My dog is a slim, short-haired rescue with a ginger-blonde coat and an up-curled tail. He's a supermutt, meaning there are so many breeds in him, you can't distinguish them. He reminds a lot of people of the dog emoji on their cell phones. That description will give you a good idea of his looks, but it's problematic, because Otto seen this way is just a visual cliché — exactly what to avoid in writing. Otto is also useful for this reflection precisely because he's a very average dog. He is a subject, like the fat cook or the sweet little old lady, who is likely to be rendered in a stereotypical manner. He also can't talk, and I don't have a great deal of access to his inner life, so he's a subject who must be rendered through external observation of his body language and gesture. To make Otto unique, visually, I need to tell the reader something unusual about this very basic hound. I find it in his walk. When Otto is feeling confident, he saunters with a swivel in his hips. For all his lack of pedigree, it makes him seem quite fancy, that runway model's walk — not to mention his dark-rimmed tawny eyes that evoke Nefertiti's.

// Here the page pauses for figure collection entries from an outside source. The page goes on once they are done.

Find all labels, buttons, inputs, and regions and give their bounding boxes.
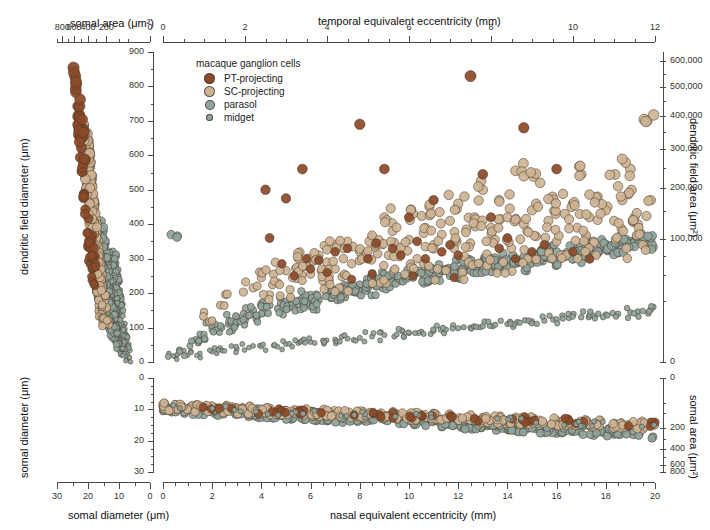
data-point	[189, 350, 194, 355]
data-point	[412, 330, 417, 335]
data-point	[281, 408, 289, 416]
data-point	[254, 319, 261, 326]
data-point	[422, 422, 430, 430]
data-point	[314, 292, 321, 299]
data-point	[520, 246, 529, 255]
data-point	[448, 413, 456, 421]
data-point	[511, 215, 520, 224]
data-point	[519, 123, 529, 133]
data-point	[368, 279, 376, 287]
data-point	[551, 225, 560, 234]
data-point	[302, 254, 311, 263]
data-point	[639, 424, 644, 429]
data-point	[238, 409, 243, 414]
data-point	[372, 239, 381, 248]
data-point	[290, 344, 295, 349]
data-point	[70, 76, 81, 87]
data-point	[624, 422, 632, 430]
data-point	[278, 260, 287, 269]
data-point	[557, 254, 566, 263]
data-point	[338, 413, 343, 418]
data-point	[234, 350, 239, 355]
data-point	[275, 281, 283, 289]
data-point	[444, 190, 454, 200]
data-point	[450, 326, 455, 331]
data-point	[503, 234, 512, 243]
data-point	[80, 209, 89, 218]
data-point	[281, 194, 290, 203]
data-point	[505, 417, 510, 422]
data-point	[625, 315, 631, 321]
data-point	[575, 161, 585, 171]
data-point	[223, 404, 228, 409]
data-point	[401, 334, 406, 339]
data-point	[293, 338, 298, 343]
data-point	[215, 404, 223, 412]
data-point	[261, 342, 266, 347]
data-point	[434, 237, 443, 246]
data-point	[276, 292, 284, 300]
data-point	[173, 233, 181, 241]
data-point	[394, 332, 399, 337]
data-point	[465, 71, 476, 82]
data-point	[265, 296, 273, 304]
data-point	[580, 309, 586, 315]
data-point	[528, 247, 537, 256]
data-point	[641, 246, 650, 255]
data-point	[519, 416, 524, 421]
data-point	[90, 244, 99, 253]
data-point	[357, 292, 364, 299]
data-point	[579, 237, 588, 246]
data-point	[652, 422, 657, 427]
data-point	[547, 313, 553, 319]
data-point	[445, 216, 454, 225]
data-point	[511, 254, 520, 263]
data-point	[456, 326, 461, 331]
data-point	[533, 420, 538, 425]
data-point	[429, 415, 434, 420]
data-point	[177, 349, 183, 355]
data-point	[251, 343, 256, 348]
data-point	[239, 288, 247, 296]
data-point	[401, 238, 410, 247]
data-point	[265, 310, 272, 317]
data-point	[98, 301, 106, 309]
data-point	[440, 325, 445, 330]
main-scatter-plot	[0, 0, 710, 530]
data-point	[339, 254, 348, 263]
data-point	[362, 339, 367, 344]
data-point	[532, 255, 541, 264]
data-point	[431, 276, 439, 284]
data-point	[461, 243, 470, 252]
data-point	[360, 409, 365, 414]
data-point	[79, 192, 88, 201]
data-point	[276, 413, 281, 418]
data-point	[571, 236, 580, 245]
data-point	[560, 316, 566, 322]
data-point	[592, 419, 597, 424]
data-point	[478, 169, 488, 179]
data-point	[297, 164, 307, 174]
data-point	[377, 413, 385, 421]
data-point	[194, 353, 199, 358]
data-point	[171, 403, 176, 408]
data-point	[529, 321, 534, 326]
data-point	[343, 244, 352, 253]
data-point	[570, 201, 579, 210]
data-point	[242, 278, 250, 286]
data-point	[207, 348, 212, 353]
data-point	[551, 199, 560, 208]
data-point	[92, 223, 101, 232]
data-point	[450, 273, 458, 281]
data-point	[401, 270, 409, 278]
data-point	[326, 280, 334, 288]
data-point	[380, 276, 388, 284]
data-point	[312, 408, 317, 413]
data-point	[498, 318, 504, 324]
data-point	[406, 330, 411, 335]
data-point	[499, 258, 508, 267]
data-point	[336, 236, 345, 245]
data-point	[307, 336, 312, 341]
data-point	[474, 259, 483, 268]
data-point	[344, 287, 352, 295]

In Helen Schulman's novel The Revisionist, her character Hershleder decides to indulge himself by going to see a movie after work and then stopping in at the Oyster Bar for some briny aphrodesia and cocktails before hitting the commuter rail to go home. In the "cool stone vagina" of a Grand Central tunnel, he nearly steps in a pile of excrement, which presages the shitstorm to come for Hersleder. The moment when he avoids stepping in the shit is striking and original: "The passageway smelled like a pet store. The horrible inevitable decay of everything biological, the waste, the waste! Hershleder did a little shocked pas de bourrée over a pretzel of human shit, three toe-steps, as lacy as a dancer’s." The dichotomy of the dance step and the shit create enormous energy and humor here. And somehow they also give the fairly egregious Hershleder a likeability boost as well.

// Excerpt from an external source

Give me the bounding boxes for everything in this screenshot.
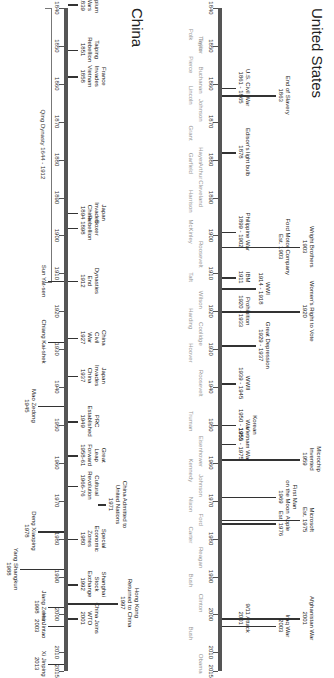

Disorders of gait. When my husband was in medical school, there was one lecture that was so popular that he invited me to attend it. The professor who taught disorders of gait -- the diagnosis of neurological conditions through observing a patient's manner of walking — was wonderful and funny. One of the things I took away was how much we express pathology through our bodies. Imagine that each of us has a disorder which is the culmination of everything that's happened in their life.
In Marilynne Robinson's Housekeeping, characters are often delineated not through visual descriptions of their appearance, but through their actions and their relationships with other characters. As a result, they are much more than skin deep. Take for example the scene in Chapter 3, in which Aunt Sylvie throws ice chunks at a pack of dogs that are bothering her as she walks into town:
"We turned the corner and saw Sylvie in the road ahead of us, chucking chunks of ice at four or five dogs. She would pick up a bit of ice and toss it from hand to hand, walking backward, while the dogs followed after her and circled behind her, yapping.We saw her pelt one squat mongrel in the ribs, and all the dogs scattered. She sucked her fingers and blew into her cupped hands, and then picked up another piece of ice just as the dogs came back and began yapping and circling again. Her manner was insouciant and her aim was deft."

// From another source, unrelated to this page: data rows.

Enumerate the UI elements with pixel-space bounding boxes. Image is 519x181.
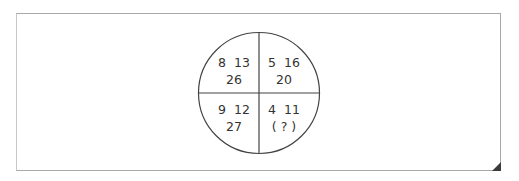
quadrant-bottom-left-top-numbers: 9 12 xyxy=(218,102,250,117)
quadrant-top-left-top-numbers: 8 13 xyxy=(218,55,250,70)
quadrant-top-right-bottom-number: 20 xyxy=(276,72,292,87)
quadrant-bottom-right-top-numbers: 4 11 xyxy=(268,102,300,117)
quadrant-top-left-bottom-number: 26 xyxy=(226,72,242,87)
quadrant-bottom-left-bottom-number: 27 xyxy=(226,119,242,134)
quadrant-top-right-top-numbers: 5 16 xyxy=(268,55,300,70)
quadrant-bottom-right-unknown: ( ? ) xyxy=(272,119,296,134)
number-circle-puzzle: 8 13 26 5 16 20 9 12 27 4 11 ( ? ) xyxy=(0,0,519,181)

Sylvie's stance, her scrappiness and her state of being somewhat embattled by these dogs all coalesce to depict her vividly — far more intimately that if we learned just how her features looked or what she was wearing. We are also reminded of an earlier moment when the two girls, Ruth and Lucille, alone on the lake after an afternoon of ice skating, threw snowballs to chase away what were quite probably the same dogs.
We see Sylvie crouching and blowing. We see her deftly chucking the ice. We see what sort of thing — dogs — makes her move this way. And above all, in the echoes between this scene and the earlier one with the girls, we glimpse a deep connection that exists between Sylvie and her orphaned nieces, something that goes unparsed but nonetheless clearly reveals a great deal about how the three of them will live their lives.
PROMPT:
Focus on the body movements of a character – or two characters together — so as to reveal their personality. Without dwelling on physical description of the characters themselves, write a new scene where your protagonist does some activity involving physical movement in a space that is important to the coming action. The idea is to focus on the action not the actor. Your action may be a small scale motion that you zero in on, and it may seem minor in importance at first, but keep focus on the movement itself and make it lead into bigger part of the story. The dynamism will help grab your readers attention. You can have more than one character, but again, don’t worry about physical description of them or summaries of who the characters are at this point. Focus on action.